Hirshberg makes the case for social innovation
Stonyfield chairman to keynote UNH challenge

The concept of social innovation is just only blooming in New Hampshire, but the state has already bred leading examples of businesses that use their enterprise as a force for society.
Gary Hirshberg, co-founder and chairman of Londonderry-based Stonyfield Farm and founding partner of Just Label It!, a national campaign to label genetically engineered food, is one such social entrepreneur.
Hirshberg will be the keynote speaker at the University of New Hampshire’s third annual Social Venture Innovation Challenge finals, set for Friday, Nov. 20 at the University of New Hampshire. He also will be honored as the 2015 NH Social Innovator of the Year.
The SVIC is a competition that rewards participants for the most innovative and sustainable business-oriented solution to a social or environmental problem.
As keynoter, Hirshberg will talk about his idea of social innovation. He defines social entrepreneurship as a means of using business to find and promote solutions to societal or environmental problems.
“To me, social entrepreneurship is a continuous improvement process that starts with thinking differently,” he told NH Business Review.
He believes this concept manifests itself in methods like Stonyfield’s organic purchases, which promote smaller-sized farmers and “chemical-free farmland,” as well as the company’s “innovative waste management system,” which helps reduce pollution.
His SVIC keynote speech will be titled, “Inventing the Future: How Social Entrepreneurship Can and Will Save Our World.”
Using such examples as the expansive organic products industry, he plans to discuss how desirable economic results can also lead to positive societal impacts. The importance in social entrepreneurs crafting public policy will be another subject considered in the speech.
‘Good business’
He also thinks highly of the growth of social innovation in New Hampshire.
“New Hampshire has long spawned a plethora of gritty, stubbornly determined entrepreneurs who are committed to using their businesses to improve the world for their customers, employees and other stakeholders,” Hirshberg said.
Some key examples of the state’s socially innovative entrepreneurs and businesses are outdoor apparel maker Timberland, insurer Northeast Delta Dental, Pete and Gerry’s, a provider of organic eggs, and WS Badger, a producer of organic body and skin care products.
In Hirshberg’s view, the opportunities to create successful businesses that solve social problems are “unlimited.”
“Social entrepreneurs embrace the dual notion that business can be the most powerful force to resolve societal ills and that addressing societal ills is good business,” he said.
In the past, Hirshberg – author of the book, “Stirring It Up: How to Make Money and Save the World” – acted as a coach for several SVIC student finalists.
He said he supports the challenge for its encouragement of young entrepreneurs to “be more opportunistic and expansive in thinking about the potential impact of their enterprises.”
The SVIC is designed to encourage the next generation of social entrepreneurs, by engaging aspiring and practicing student and community social entrepreneurs in designing novel, sustainable, business-oriented solutions to some of society’s most pressing social and environmental challenges.
Challenge winners receive awards that help bring needed resources to advance their models.
Following presentations by the finalists beginning at 9 a.m., Hirshberg will speak at 11 a.m. in the Memorial Union Building’s Granite State Room. He will also make the case for why social entrepreneurs need to engage in crafting positive public policy.
Following his address, the winners of the 2015 Social Venture Innovation Challenge will be announced.
Over $25,000 in prizes are given to winners to fund their ideas. Deadline for registration for the SVIC is Nov. 5 at unh.edu/svic.
Attendance at the Nov. 20 challenge finals and his speech is free and open to the public, but registration is required.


- [REQUIRED WORK] Whenever "center" appears in a line, please copy that line from the data.

- [MATERIAL PROVIDED]
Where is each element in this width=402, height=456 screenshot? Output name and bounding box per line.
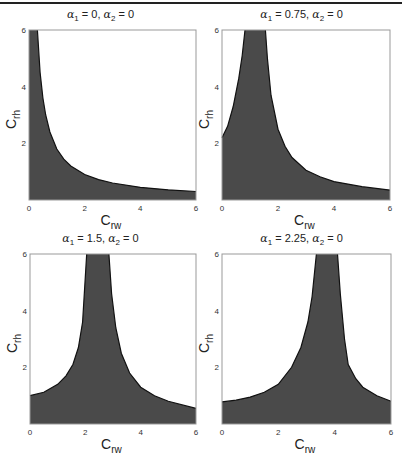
subplot-alpha1-1-5: α1 = 1.5, α2 = 00246246CrwCrh xyxy=(0,228,201,456)
y-axis-label: Crh xyxy=(3,110,22,129)
subplot-alpha1-0: α1 = 0, α2 = 00246246CrwCrh xyxy=(0,0,201,228)
y-tick-label: 2 xyxy=(22,139,27,148)
x-tick-label: 6 xyxy=(194,204,199,213)
y-axis-label-base: C xyxy=(196,119,212,129)
y-axis-label-subscript: rh xyxy=(204,334,215,343)
y-tick-label: 4 xyxy=(215,307,220,316)
x-axis-label: Crw xyxy=(295,436,316,455)
shaded-region xyxy=(222,30,390,200)
plot-area: 0246246 xyxy=(0,0,201,228)
x-tick-label: 0 xyxy=(27,204,32,213)
subplot-alpha1-2-25: α1 = 2.25, α2 = 00246246CrwCrh xyxy=(201,228,402,456)
x-tick-label: 2 xyxy=(83,428,88,437)
x-tick-label: 6 xyxy=(194,428,199,437)
shaded-region xyxy=(29,30,196,200)
x-axis-label-subscript: rw xyxy=(305,444,316,455)
x-tick-label: 0 xyxy=(220,204,225,213)
y-tick-label: 2 xyxy=(215,363,220,372)
x-tick-label: 4 xyxy=(332,428,337,437)
x-tick-label: 6 xyxy=(388,204,393,213)
y-tick-label: 6 xyxy=(215,26,220,35)
x-tick-label: 0 xyxy=(220,428,225,437)
x-axis-label: Crw xyxy=(101,436,122,455)
y-tick-label: 2 xyxy=(215,139,220,148)
y-axis-label-subscript: rh xyxy=(12,334,23,343)
y-axis-label-base: C xyxy=(4,343,20,353)
x-tick-label: 0 xyxy=(28,428,33,437)
y-tick-label: 6 xyxy=(23,250,28,259)
y-tick-label: 2 xyxy=(23,363,28,372)
y-tick-label: 4 xyxy=(23,307,28,316)
x-axis-label-base: C xyxy=(294,212,304,228)
plot-area: 0246246 xyxy=(201,0,402,228)
shaded-region xyxy=(222,254,391,424)
y-axis-label-base: C xyxy=(196,343,212,353)
y-tick-label: 6 xyxy=(22,26,27,35)
x-tick-label: 2 xyxy=(276,204,281,213)
x-tick-label: 4 xyxy=(138,204,143,213)
x-axis-label-base: C xyxy=(295,436,305,452)
x-tick-label: 4 xyxy=(138,428,143,437)
x-tick-label: 4 xyxy=(332,204,337,213)
plot-area: 0246246 xyxy=(201,228,402,456)
x-tick-label: 2 xyxy=(276,428,281,437)
y-axis-label-subscript: rh xyxy=(204,110,215,119)
x-tick-label: 2 xyxy=(82,204,87,213)
y-axis-label-base: C xyxy=(3,119,19,129)
y-axis-label-subscript: rh xyxy=(11,110,22,119)
y-axis-label: Crh xyxy=(196,334,215,353)
x-axis-label-base: C xyxy=(101,436,111,452)
y-axis-label: Crh xyxy=(196,110,215,129)
subplot-alpha1-0-75: α1 = 0.75, α2 = 00246246CrwCrh xyxy=(201,0,402,228)
x-tick-label: 6 xyxy=(389,428,394,437)
y-axis-label: Crh xyxy=(4,334,23,353)
plot-area: 0246246 xyxy=(0,228,201,456)
x-axis-label-subscript: rw xyxy=(111,444,122,455)
y-tick-label: 4 xyxy=(22,83,27,92)
shaded-region xyxy=(30,254,196,424)
x-axis-label-base: C xyxy=(101,212,111,228)
y-tick-label: 6 xyxy=(215,250,220,259)
y-tick-label: 4 xyxy=(215,83,220,92)
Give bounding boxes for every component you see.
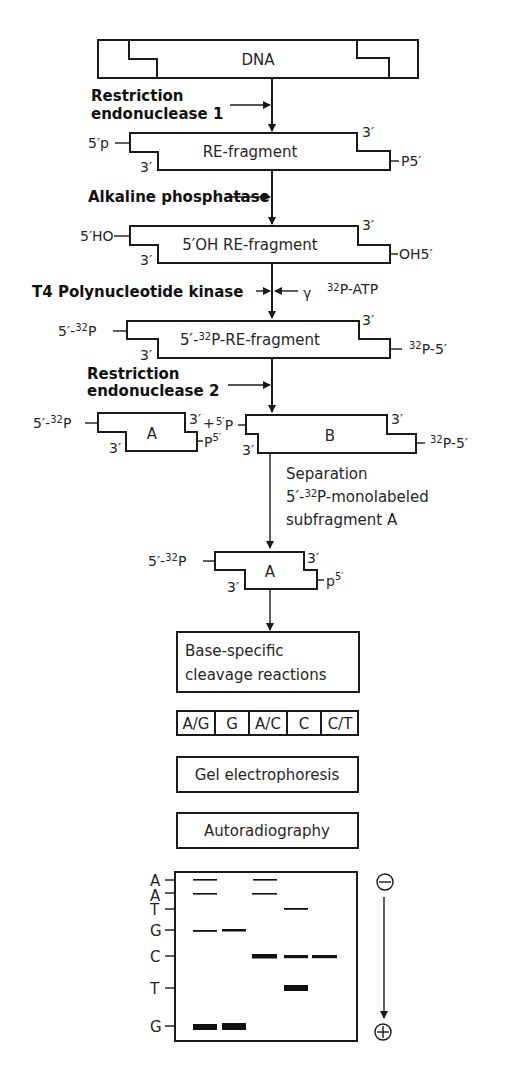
subfragment-a-right-3prime: 3′ xyxy=(189,411,201,427)
band xyxy=(193,879,217,881)
gel-electrophoresis-label: Gel electrophoresis xyxy=(195,766,340,784)
isolated-a-right-end: p5′ xyxy=(326,571,344,589)
subfragment-a: A 5′-32P 3′ 3′ + P5′ xyxy=(33,411,222,456)
lane-label-ac: A/C xyxy=(255,715,281,733)
step-restriction-2-line2: endonuclease 2 xyxy=(87,382,219,400)
re-fragment-label: RE-fragment xyxy=(203,143,298,161)
lane-label-g: G xyxy=(226,715,238,733)
seq-label: G xyxy=(150,922,162,940)
re-fragment-left-3prime: 3′ xyxy=(140,159,152,175)
step-alkaline-phosphatase: Alkaline phosphatase xyxy=(88,188,270,206)
dna-label: DNA xyxy=(241,51,275,69)
band xyxy=(252,954,277,959)
isolated-a-left-end: 5′-32P xyxy=(148,552,186,569)
step-restriction-2-line1: Restriction xyxy=(87,365,180,383)
band xyxy=(253,879,277,881)
sequencing-gel: A A T G C T G xyxy=(149,872,357,1041)
subfragment-a-left-end: 5′-32P xyxy=(33,414,71,431)
oh-fragment-right-3prime: 3′ xyxy=(362,217,374,233)
labeled-fragment-label: 5′-32P-RE-fragment xyxy=(180,331,320,349)
reaction-lanes: A/G G A/C C C/T xyxy=(177,711,358,735)
lane-label-ag: A/G xyxy=(183,715,210,733)
subfragment-b-left-end: 5′P xyxy=(216,416,233,433)
dna-box: DNA xyxy=(98,40,418,78)
re-fragment-right-end: P5′ xyxy=(401,153,422,169)
subfragment-b: B 5′P 3′ 3′ 32P-5′ xyxy=(216,411,468,458)
subfragment-b-label: B xyxy=(325,427,335,445)
maxam-gilbert-sequencing-diagram: DNA Restriction endonuclease 1 RE-fragme… xyxy=(0,0,507,1068)
band xyxy=(284,985,308,991)
band xyxy=(193,930,217,932)
autoradiography-label: Autoradiography xyxy=(204,822,330,840)
separation-line2: 5′-32P-monolabeled xyxy=(286,488,429,506)
labeled-fragment-right-end: 32P-5′ xyxy=(409,340,447,357)
band xyxy=(222,929,246,932)
band xyxy=(193,1024,217,1030)
gel-electrophoresis-box: Gel electrophoresis xyxy=(177,757,358,792)
oh-fragment-left-3prime: 3′ xyxy=(140,252,152,268)
oh-fragment-left-end: 5′HO xyxy=(80,228,114,244)
subfragment-a-right-end: P5′ xyxy=(204,432,222,450)
isolated-a-left-3prime: 3′ xyxy=(227,579,239,595)
reagent-gamma: γ xyxy=(303,285,311,301)
seq-label: T xyxy=(149,980,160,998)
separation-line3: subfragment A xyxy=(286,511,398,529)
labeled-fragment-left-end: 5′-32P xyxy=(58,322,96,339)
electrophoresis-direction xyxy=(375,874,393,1040)
isolated-a-right-3prime: 3′ xyxy=(307,550,319,566)
subfragment-a-label: A xyxy=(147,425,158,443)
subfragment-a-left-3prime: 3′ xyxy=(109,440,121,456)
cleavage-line2: cleavage reactions xyxy=(185,666,327,684)
re-fragment-right-3prime: 3′ xyxy=(362,124,374,140)
plus-sign: + xyxy=(203,415,215,431)
seq-label: C xyxy=(150,948,160,966)
band xyxy=(312,955,337,958)
isolated-subfragment-a: A 5′-32P 3′ 3′ p5′ xyxy=(148,550,344,595)
oh-re-fragment: 5′OH RE-fragment 5′HO 3′ 3′ OH5′ xyxy=(80,217,433,268)
seq-label: T xyxy=(149,901,160,919)
oh-fragment-right-end: OH5′ xyxy=(399,246,433,262)
oh-fragment-label: 5′OH RE-fragment xyxy=(182,236,318,254)
step-restriction-1-line2: endonuclease 1 xyxy=(91,105,223,123)
cleavage-reactions-box: Base-specific cleavage reactions xyxy=(177,632,359,692)
isolated-a-label: A xyxy=(265,563,276,581)
lane-label-ct: C/T xyxy=(328,715,354,733)
labeled-fragment-left-3prime: 3′ xyxy=(140,347,152,363)
subfragment-b-right-end: 32P-5′ xyxy=(430,434,468,451)
seq-label: G xyxy=(150,1018,162,1036)
subfragment-b-right-3prime: 3′ xyxy=(391,411,403,427)
reagent-atp: 32P-ATP xyxy=(327,281,378,297)
labeled-re-fragment: 5′-32P-RE-fragment 5′-32P 3′ 3′ 32P-5′ xyxy=(58,312,447,363)
cleavage-line1: Base-specific xyxy=(185,642,284,660)
labeled-fragment-right-3prime: 3′ xyxy=(362,312,374,328)
autoradiography-box: Autoradiography xyxy=(177,813,358,848)
band xyxy=(252,893,277,895)
step-t4-kinase: T4 Polynucleotide kinase xyxy=(32,283,243,301)
band xyxy=(222,1023,246,1030)
re-fragment-left-end: 5′p xyxy=(88,135,109,151)
subfragment-b-left-3prime: 3′ xyxy=(242,442,254,458)
band xyxy=(284,908,308,910)
lane-label-c: C xyxy=(299,715,309,733)
separation-line1: Separation xyxy=(286,465,368,483)
sequence-ladder: A A T G C T G xyxy=(149,872,175,1036)
step-restriction-1-line1: Restriction xyxy=(91,87,184,105)
band xyxy=(193,893,217,895)
band xyxy=(284,955,308,958)
re-fragment: RE-fragment 5′p 3′ 3′ P5′ xyxy=(88,124,422,175)
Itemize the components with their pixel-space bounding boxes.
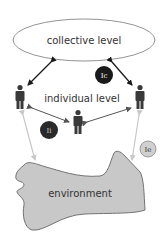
person-left-icon bbox=[16, 85, 25, 109]
arrow-collective-right-person bbox=[112, 62, 132, 85]
arrow-right-person-environment bbox=[132, 115, 139, 160]
arrow-left-person-environment bbox=[23, 115, 35, 160]
ic-badge-label: Ic bbox=[101, 72, 108, 80]
ii-badge: Ii bbox=[40, 121, 58, 139]
collective-level-label: collective level bbox=[47, 35, 122, 46]
arrow-collective-left-person bbox=[28, 62, 51, 85]
person-right-icon bbox=[136, 85, 145, 109]
levels-diagram: collective level Ic individual level Ii bbox=[0, 0, 168, 245]
ie-badge-label: Ie bbox=[145, 146, 152, 154]
person-center-icon bbox=[74, 110, 83, 134]
arrow-center-right-person bbox=[87, 108, 131, 122]
collective-level-node: collective level bbox=[13, 19, 155, 61]
environment-node: environment bbox=[16, 151, 145, 230]
individual-level-label: individual level bbox=[44, 93, 120, 104]
environment-label: environment bbox=[48, 188, 112, 199]
ic-badge: Ic bbox=[95, 66, 113, 84]
ii-badge-label: Ii bbox=[46, 127, 52, 135]
ie-badge: Ie bbox=[140, 141, 156, 157]
arrow-left-center-person bbox=[32, 108, 69, 122]
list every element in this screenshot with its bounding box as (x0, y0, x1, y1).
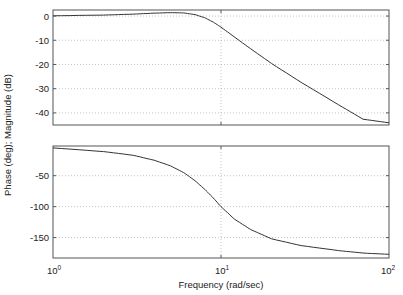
y-tick-label: -50 (35, 170, 49, 181)
y-tick-label: 0 (44, 11, 49, 22)
phase-axes: -50-100-150 (30, 146, 389, 258)
y-tick-label: -150 (30, 232, 49, 243)
svg-text:100: 100 (47, 264, 62, 276)
svg-text:101: 101 (215, 264, 230, 276)
x-tick-labels: 100 101 102 (47, 264, 396, 276)
svg-text:102: 102 (381, 264, 396, 276)
y-axis-label: Phase (deg); Magnitude (dB) (2, 74, 13, 196)
y-tick-label: -40 (35, 107, 49, 118)
y-tick-label: -100 (30, 201, 49, 212)
y-tick-label: -30 (35, 83, 49, 94)
bode-plot: 0-10-20-30-40 -50-100-150 100 101 102 Fr… (0, 0, 403, 295)
magnitude-axes: 0-10-20-30-40 (35, 10, 389, 125)
y-tick-label: -10 (35, 35, 49, 46)
y-tick-label: -20 (35, 59, 49, 70)
x-axis-label: Frequency (rad/sec) (178, 279, 263, 290)
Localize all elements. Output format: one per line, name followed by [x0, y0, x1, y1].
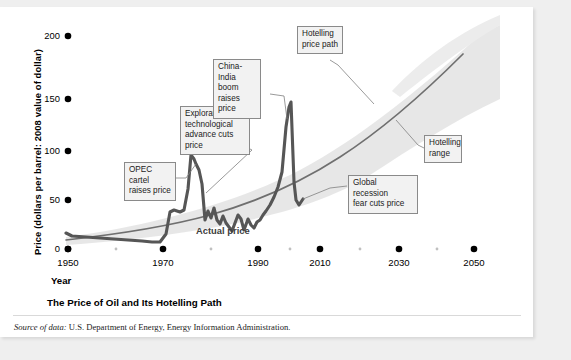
x-tick-dot-1950 — [65, 246, 72, 253]
y-tick-dot-100 — [65, 148, 72, 155]
oil-price-hotelling-chart — [0, 7, 533, 337]
x-axis-title: Year — [51, 275, 71, 286]
x-minor-dot-2040 — [436, 248, 439, 251]
x-axis-tick-label-1990: 1990 — [238, 257, 278, 268]
y-axis-title: Price (dollars per barrel: 2008 value of… — [32, 49, 43, 255]
x-tick-dot-2030 — [396, 246, 403, 253]
x-axis-tick-label-1950: 1950 — [48, 257, 88, 268]
x-tick-dot-2050 — [471, 246, 478, 253]
y-tick-dot-50 — [65, 197, 72, 204]
annotation-china-india-boom[interactable]: China-India boom raises price — [213, 59, 261, 119]
annotation-global-recession[interactable]: Global recession fear cuts price — [348, 175, 418, 214]
leader-line-china-india — [270, 94, 287, 119]
x-tick-dot-1970 — [160, 246, 167, 253]
annotation-hotelling-range[interactable]: Hotelling range — [424, 135, 462, 163]
leader-line-opec — [174, 164, 196, 178]
source-note-text: U.S. Department of Energy, Energy Inform… — [69, 322, 291, 332]
figure-container: 200 150 100 50 0 Price (dollars per barr… — [0, 7, 533, 337]
source-note: Source of data: U.S. Department of Energ… — [14, 322, 290, 332]
textbook-page-sheet: 200 150 100 50 0 Price (dollars per barr… — [0, 7, 533, 337]
figure-title: The Price of Oil and Its Hotelling Path — [47, 297, 222, 308]
annotation-opec-cartel[interactable]: OPEC cartel raises price — [124, 162, 176, 201]
x-minor-dot-1960 — [115, 248, 118, 251]
source-note-label: Source of data: — [14, 322, 67, 332]
y-tick-dot-200 — [65, 33, 72, 40]
x-axis-tick-label-2010: 2010 — [300, 257, 340, 268]
x-axis-tick-label-1970: 1970 — [143, 257, 183, 268]
x-minor-dot-1980 — [210, 248, 213, 251]
page-background: 200 150 100 50 0 Price (dollars per barr… — [0, 0, 571, 360]
y-axis-tick-label-200: 200 — [34, 30, 60, 41]
actual-price-inline-label: Actual price — [196, 225, 250, 236]
x-minor-dot-2000 — [289, 248, 292, 251]
x-axis-tick-label-2030: 2030 — [379, 257, 419, 268]
source-divider — [13, 315, 521, 316]
x-tick-dot-1990 — [255, 246, 262, 253]
y-tick-dot-150 — [65, 96, 72, 103]
x-tick-dot-2010 — [317, 246, 324, 253]
leader-line-hotelling-path — [330, 60, 374, 104]
annotation-hotelling-price-path[interactable]: Hotelling price path — [297, 26, 343, 54]
x-axis-tick-label-2050: 2050 — [454, 257, 494, 268]
x-minor-dot-2020 — [359, 248, 362, 251]
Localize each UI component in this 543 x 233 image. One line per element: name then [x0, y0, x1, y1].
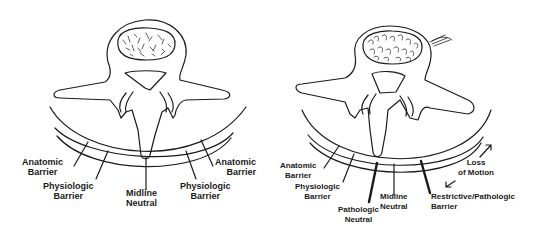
physiologic-barrier-tick-right: [186, 151, 196, 179]
label-pathologic-neutral: Pathologic Neutral: [338, 205, 379, 225]
label-loss-of-motion: Loss of Motion: [458, 158, 494, 178]
anatomic-barrier-tick-right: [201, 140, 213, 166]
restrictive-barrier-tick: [421, 161, 430, 193]
label-physiologic-barrier-right: Physiologic Barrier: [180, 181, 231, 201]
label-physiologic-barrier-left: Physiologic Barrier: [43, 181, 94, 201]
label-anatomic-barrier-right: Anatomic Barrier: [215, 157, 256, 177]
physiologic-barrier-tick-left: [96, 151, 108, 179]
range-arc-inner-1-dysfunction: [308, 135, 483, 165]
anatomic-barrier-tick-left: [74, 142, 88, 166]
loss-of-motion-arrow-up-icon: [480, 145, 491, 157]
label-anatomic-barrier-dysfunction: Anatomic Barrier: [280, 161, 316, 181]
vertebra-normal-illustration: [54, 20, 230, 159]
pathologic-neutral-tick: [369, 163, 377, 202]
loss-of-motion-arrow-down-icon: [446, 181, 455, 187]
label-anatomic-barrier-left: Anatomic Barrier: [22, 157, 63, 177]
label-midline-neutral: Midline Neutral: [126, 188, 157, 208]
vertebra-dysfunction-illustration: [296, 26, 474, 157]
label-physiologic-barrier-dysfunction: Physiologic Barrier: [295, 182, 340, 202]
cancellous-texture-dysfunction: [368, 35, 418, 61]
label-restrictive-pathologic-barrier: Restrictive/Pathologic Barrier: [431, 192, 515, 212]
cancellous-texture: [123, 33, 171, 56]
muscle-spasm-glyph: [430, 35, 452, 46]
label-midline-neutral-dysfunction: Midline Neutral: [380, 192, 408, 212]
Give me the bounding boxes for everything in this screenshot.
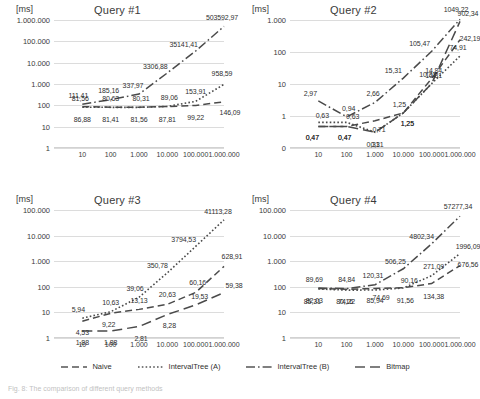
data-point-label: 185,16 [98, 86, 119, 93]
data-point-label: 4,53 [76, 329, 89, 336]
chart-title-query-4: Query #4 [236, 194, 471, 206]
y-axis-tick-label: 100.000 [259, 206, 286, 215]
gridline [290, 148, 460, 149]
legend-label: Naive [92, 362, 111, 371]
chart-panel-query-4: [ms] Query #4 1101001.00010.000100.00010… [236, 190, 471, 375]
x-axis-tick-label: 1.000.000 [444, 151, 475, 158]
y-axis-tick-label: 100 [37, 101, 50, 110]
legend-key-icon [355, 363, 381, 371]
legend-item-intervaltree-a[interactable]: IntervalTree (A) [138, 362, 221, 371]
x-axis-tick-label: 100.000 [419, 151, 444, 158]
data-point-label: 1,88 [104, 338, 117, 345]
data-point-label: 2,97 [304, 89, 317, 96]
data-point-label: 90,16 [401, 276, 418, 283]
data-point-label: 57277,34 [444, 203, 472, 210]
data-point-label: 81,41 [102, 116, 119, 123]
data-point-label: 134,38 [423, 292, 444, 299]
y-axis-tick-label: 10 [42, 122, 50, 131]
data-point-label: 242,19 [460, 34, 480, 41]
y-axis-tick-label: 1.000 [31, 80, 50, 89]
y-axis-tick-label: 10.000 [27, 58, 50, 67]
data-point-label: 39,06 [126, 285, 143, 292]
y-axis-tick-label: 10 [278, 80, 286, 89]
data-point-label: 10,31 [425, 71, 442, 78]
plot-area-4: 1101001.00010.000100.000101001.00010.000… [290, 210, 460, 338]
data-point-label: 89,69 [306, 276, 323, 283]
data-point-label: 60,16 [189, 279, 206, 286]
data-point-label: 3794,53 [171, 236, 196, 243]
data-point-label: 86,88 [74, 115, 91, 122]
data-point-label: 87,81 [159, 115, 176, 122]
x-axis-tick-label: 1.000 [366, 341, 384, 348]
data-point-label: 0,71 [372, 125, 385, 132]
data-point-label: 1996,09 [456, 242, 480, 249]
data-point-label: 74,69 [372, 294, 389, 301]
x-axis-tick-label: 10 [314, 341, 322, 348]
data-point-label: 120,31 [363, 271, 384, 278]
data-point-label: 1,25 [393, 100, 406, 107]
plot-area-3: 1101001.00010.000100.000101001.00010.000… [54, 210, 224, 338]
y-axis-tick-label: 100 [273, 48, 286, 57]
chart-title-query-1: Query #1 [0, 4, 235, 16]
x-axis-tick-label: 1.000.000 [444, 341, 475, 348]
data-point-label: 105,47 [409, 40, 430, 47]
data-point-label: 902,34 [458, 10, 479, 17]
plot-area-1: 1101001.00010.000100.0001.000.000101001.… [54, 20, 224, 148]
data-point-label: 74,22 [338, 298, 355, 305]
legend-item-intervaltree-b[interactable]: IntervalTree (B) [246, 362, 329, 371]
data-point-label: 35141,41 [169, 41, 197, 48]
data-point-label: 1,25 [401, 119, 414, 126]
y-axis-tick-label: 100 [273, 282, 286, 291]
data-point-label: 9,22 [102, 321, 115, 328]
data-point-label: 0,94 [342, 104, 355, 111]
x-axis-tick-label: 10.000 [393, 151, 414, 158]
data-point-label: 0,63 [346, 113, 359, 120]
x-axis-tick-label: 10.000 [157, 341, 178, 348]
data-point-label: 20,63 [159, 291, 176, 298]
data-point-label: 2,81 [134, 334, 147, 341]
y-axis-tick-label: 10.000 [263, 231, 286, 240]
data-point-label: 271,09 [423, 262, 444, 269]
data-point-label: 10,63 [102, 298, 119, 305]
legend-label: Bitmap [386, 362, 409, 371]
gridline [54, 148, 224, 149]
series-lines [54, 210, 224, 338]
y-axis-tick-label: 10 [42, 308, 50, 317]
data-point-label: 80,31 [132, 95, 149, 102]
data-point-label: 503592,97 [206, 14, 238, 21]
data-point-label: 111,41 [68, 92, 88, 99]
data-point-label: 337,97 [123, 82, 144, 89]
x-axis-tick-label: 100 [341, 151, 353, 158]
y-axis-tick-label: 1.000 [267, 16, 286, 25]
legend-item-naive[interactable]: Naive [61, 362, 111, 371]
y-axis-tick-label: 1 [46, 334, 50, 343]
data-point-label: 676,56 [458, 260, 479, 267]
figure-legend: NaiveIntervalTree (A)IntervalTree (B)Bit… [0, 362, 471, 371]
y-axis-tick-label: 100.000 [23, 206, 50, 215]
legend-key-icon [246, 363, 272, 371]
data-point-label: 99,22 [187, 114, 204, 121]
data-point-label: 5,94 [72, 306, 85, 313]
data-point-label: 13,13 [130, 297, 147, 304]
data-point-label: 506,25 [385, 257, 406, 264]
x-axis-tick-label: 1.000 [366, 151, 384, 158]
series-line-naive [82, 102, 224, 107]
y-axis-tick-label: 100.000 [23, 37, 50, 46]
data-point-label: 82,03 [306, 297, 323, 304]
legend-item-bitmap[interactable]: Bitmap [355, 362, 409, 371]
x-axis-tick-label: 10 [314, 151, 322, 158]
data-point-label: 0,47 [306, 134, 319, 141]
y-axis-tick-label: 10 [278, 308, 286, 317]
data-point-label: 3306,88 [143, 62, 168, 69]
y-axis-tick-label: 100 [37, 282, 50, 291]
data-point-label: 81,56 [130, 116, 147, 123]
x-axis-tick-label: 1.000.000 [208, 341, 239, 348]
y-axis-tick-label: 1 [282, 334, 286, 343]
data-point-label: 153,91 [185, 88, 206, 95]
x-axis-tick-label: 100.000 [183, 341, 208, 348]
x-axis-tick-label: 100.000 [419, 341, 444, 348]
legend-key-icon [61, 363, 87, 371]
y-axis-tick-label: 1.000 [267, 257, 286, 266]
data-point-label: 80,63 [102, 95, 119, 102]
x-axis-tick-label: 10 [78, 151, 86, 158]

- [SOLUTION TO THIS TASK]
person-center-icon bbox=[74, 110, 83, 134]
arrow-center-right-person bbox=[87, 108, 131, 122]
arrow-left-center-person bbox=[32, 108, 69, 122]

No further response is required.